What happens when a superfluid rotates around a point? Like many of the properties of superfluid, the rotational properties of He II are unnatural and unintuitive. The particular form of the superfluid velocity equation leads to the circulation of the flow being quantised and vortices being present throughout the rotating fluid.
The expression for the superfluid velocity is \(\mathbf{v_s} = \frac{\hbar}{m}\nabla\theta\). The fact that the velocity depends on the gradient of a function means that the velocity has zero curl. This is because the curl of a gradient is always equal to zero ie.
\(\nabla \times \frac{\hbar}{m}\nabla\theta=0\)
Rotating a cylindrical container of superfluid should then not create any rotation whatsoever and yet it does! The solution comes in the form of circulation quantisation and a high number of vortices.
Using the expression for the velocity and the definition of a circulation
\(\kappa = \oint\mathbf{v_s}{\cdot}d\mathbf{r} = \frac{\hbar}{m}\oint\nabla\theta{\cdot}d\mathbf{r} = \frac{\hbar}{m}\left(\theta(\mathbf{r_2})-\theta(\mathbf{r_1})\right)\)
but \(\mathbf{r_1}=\mathbf{r_2}\) as the integral was over a closed contour so the start and end points are the same point. To ensure that the macroscopic wavefunction is still unique, the angle can only vary by an integer multiple of \(2\pi\). Therefore the circulate \(\kappa = \frac{2\pi\hbar}{m}n=\frac{h}{m}n\) is quantised in integer multiples of \(\frac{h}{m}\) - the quantum of circulation.
The integer n gives the topological winding number of the circulation. It measures the number of times the phase rotates by \(2\pi\) in the anticlockwise direction along the contour. Fig 2 shows a vector field and contour in which the winding number is \(n=2\).

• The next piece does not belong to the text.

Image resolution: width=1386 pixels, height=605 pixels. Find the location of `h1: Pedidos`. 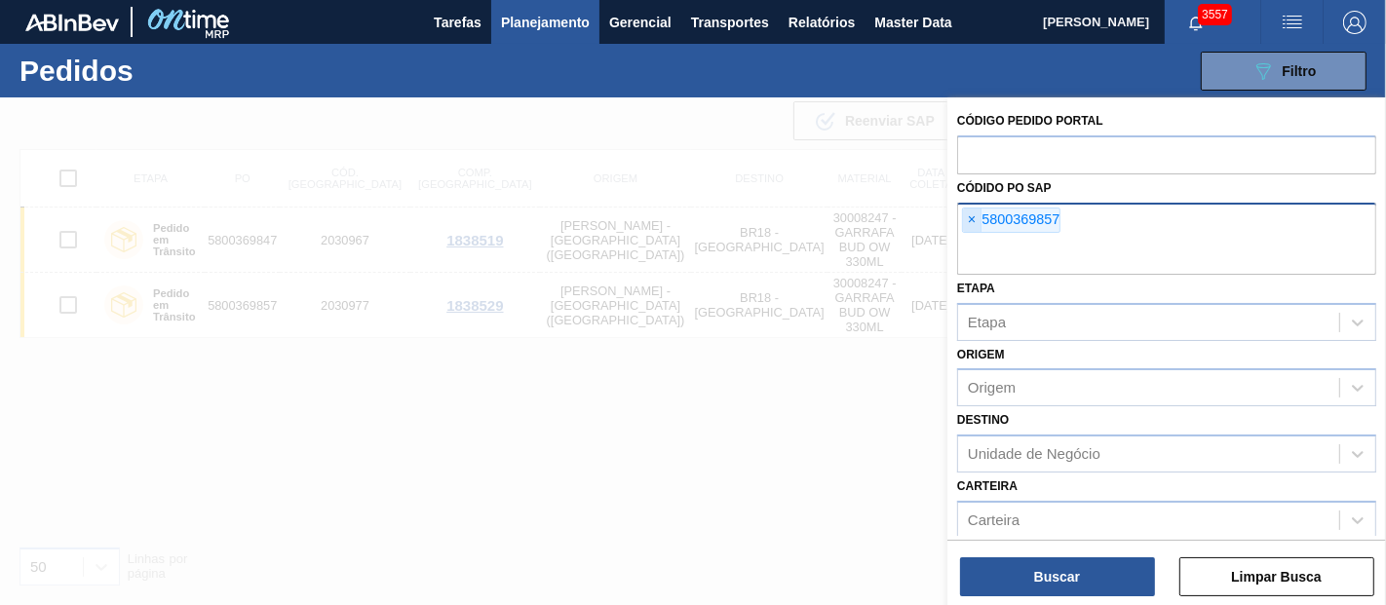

Despite being irrotational, the surface of He II in a rotating container still exhubits a centrifugal force and the fluid level dips in the centre of the container. Suppose the superfluid contained many cylindrically symmetric vortices with an associated velocity field
\(\mathbf{v_s} = \frac{\kappa}{2{\pi}r}\mathbf{\hat{\phi}}\)
This field is irrotational \(\nabla \times \mathbf{v_s} = 0\) everywhere except at the origin where it blows up. The macroscopic wave function is \(0\) at the origin and so \(n_s\) is also \(0\). Therefore there is no current in the vortex core despite the singularity in the velocity.
This superfluid flows faster as it gets closer to a vortex core but the important thing to note is that it can still be seen to be going in circles. Therefore, the centripetal force still acts on the fluid, causing the dip in the surface of the fluid.
The most frequently occuring vortex have \(n=\pm1\) as these have the lowest energy. Each vortex thus adds a quantum of circulation to the flow and so for a macroscopic rotation large enough to cause a dip in the surface, there must be many vortices within the fluid.
Quantised vortices are quite general and occur in many areas of physics including condensed matter systems and electromagnetic fields.